I’ll start by saying my son loves Back to the Future. He even dressed like Marty McFly for Halloween, to the delight of others of my generation. His generation? They were a little baffled. After all, BTTF has not been remade as everything else from the 1980s has been.
And thank God for that.
To be more specific, my son likes the last 40 minutes or so of Back to the Future III, because it contains a long sequence with trains: people stealing them, crawling on them, and eventually blowing them up. So, by now you understand that Michael J. Fox is pretty common in our household. We even celebrated Back to the Future day last October 21st. (The futuremost point in the trilogy, duh.) My son kept asking me why Michael J. Fox never comes over to our house.
How does a parent even begin to explain that one?
So, it wasn’t that strange that I should pick up Fox’s audiobook version of his book Always Looking Up from the library. It is read by the author himself, which was a big factor in getting it. I like him. I never had his picture hung on my bedroom walls, but he is highly likeable. Ashton Kutcher fills that void nowadays.

Always Looking Up by Michael J. Fox
Fox explains right away that the title has a double meaning. First, he is short and has to look up at everyone. He is so short that I am actually a quarter of an inch taller than him! The second is that he is an optimist.
I must admit I picked up this book hoping it would be some sort of “how to” book on how to convert me into being an optimist. No such luck. He does talk about a stool with three legs. The legs are Optimism, Hope, and Faith. He says if you are missing any of them, then your stool will collapse. I am not sure I even have a half a leg. Maybe that is why I am always falling on my ass.
Not being a guide, he instead tells stories about how his optimism pulled him through. The book includes how when he realized there needed to be more funding for Parkinson’s research, he started his own foundation. Then as government regulations put up huge roadblocks to further research, he began to get involved politically for candidates who were pro-stem cell research.
I have learned way more about Parkinson’s than I ever thought I would and hopefully more than I will ever need to. The swaying, talkative Michael J. Fox we have seen for the last couple decades on camera is more of a side effect of his medication than his actual disease. Parkinson’s actually makes you freeze up. It makes it hard to have facial expressions, to walk, talking to slurred. Fox takes carbidopa/levodopa to ease these symptoms. He has to calculate when to take the medicine so that it will be in effect when he will be on camera. Sometimes he gets it right. Sometimes he gets it wrong.
Always Looking Up makes me wish I had read his previous book, Lucky Man, first. Listening to him talk I wish he was my next door neighbor and I could hang out with him and be his friend.

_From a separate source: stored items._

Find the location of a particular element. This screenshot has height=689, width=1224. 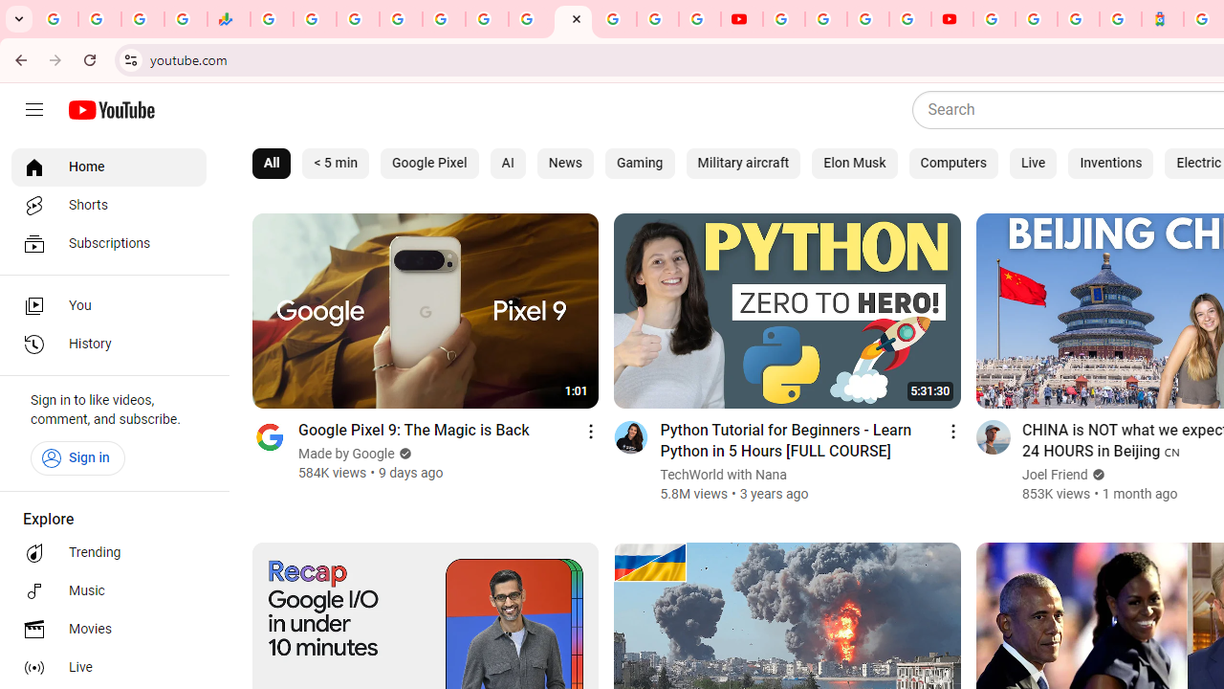

Guide is located at coordinates (34, 110).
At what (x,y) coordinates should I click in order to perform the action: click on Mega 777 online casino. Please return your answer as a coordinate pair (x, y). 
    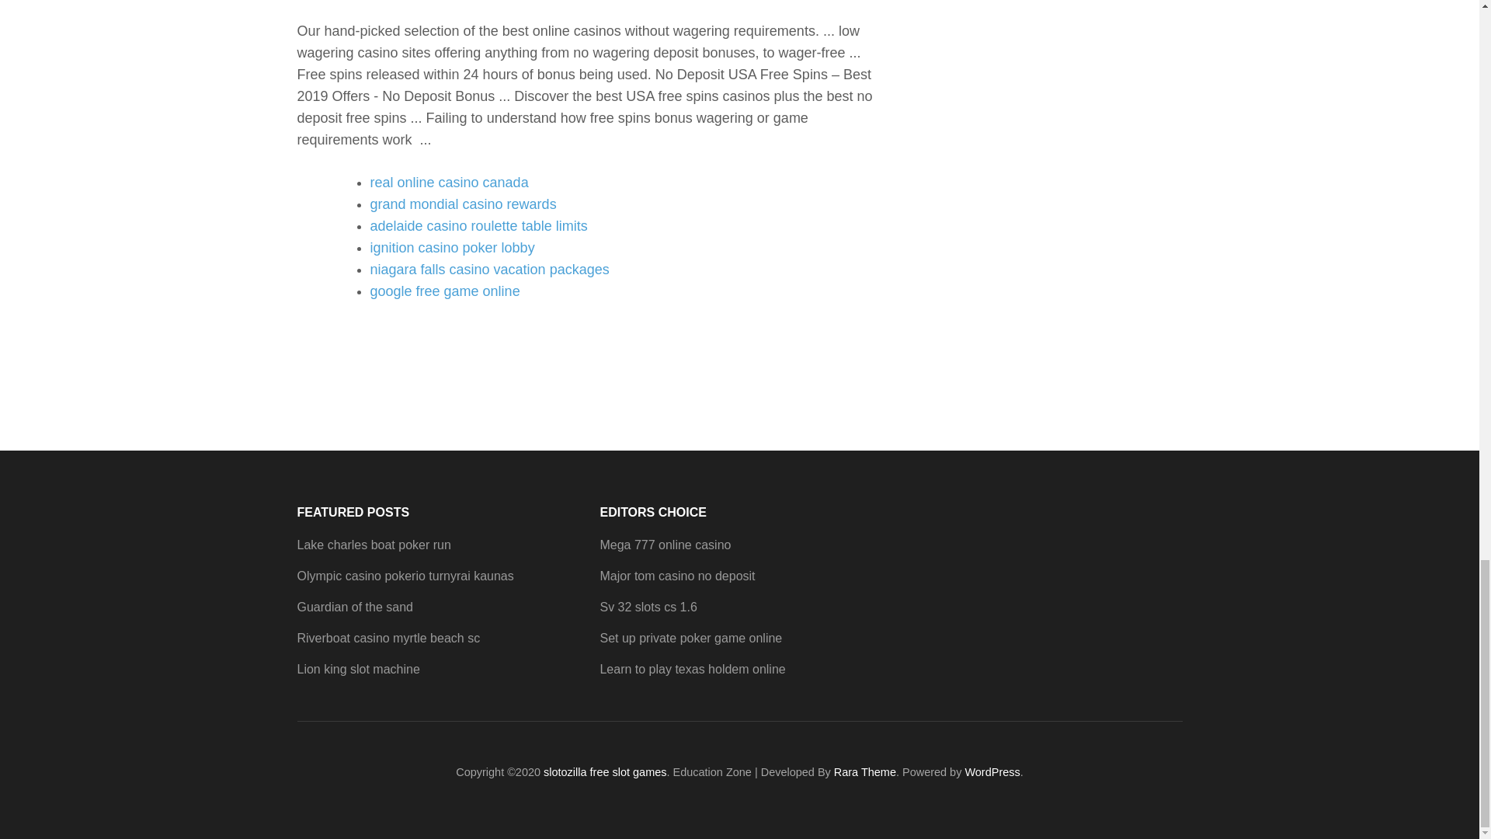
    Looking at the image, I should click on (665, 544).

He is both intelligent (which cannot always be said for the character of Marty McFly) and funny. He is so affable that while listening to the CD in the car, my son asked since Michael J. Fox was talking to us, if we could talk back to him.
Sadly, no. He might be a Lucky Man, but he is also a busy man with a very full plate of activism, acting, and family.
I am glad Fox took time out to share it all with the rest of us.
Follow the romantic entanglements of The Riley Sisters in my books:
Be Careful What You Wish For – AVAILABLE NOW!
When You Least Expect It – THE CONTINUING ROMANCE!
The Wind Could Blow a Bug – WHERE IT ALL BEGAN!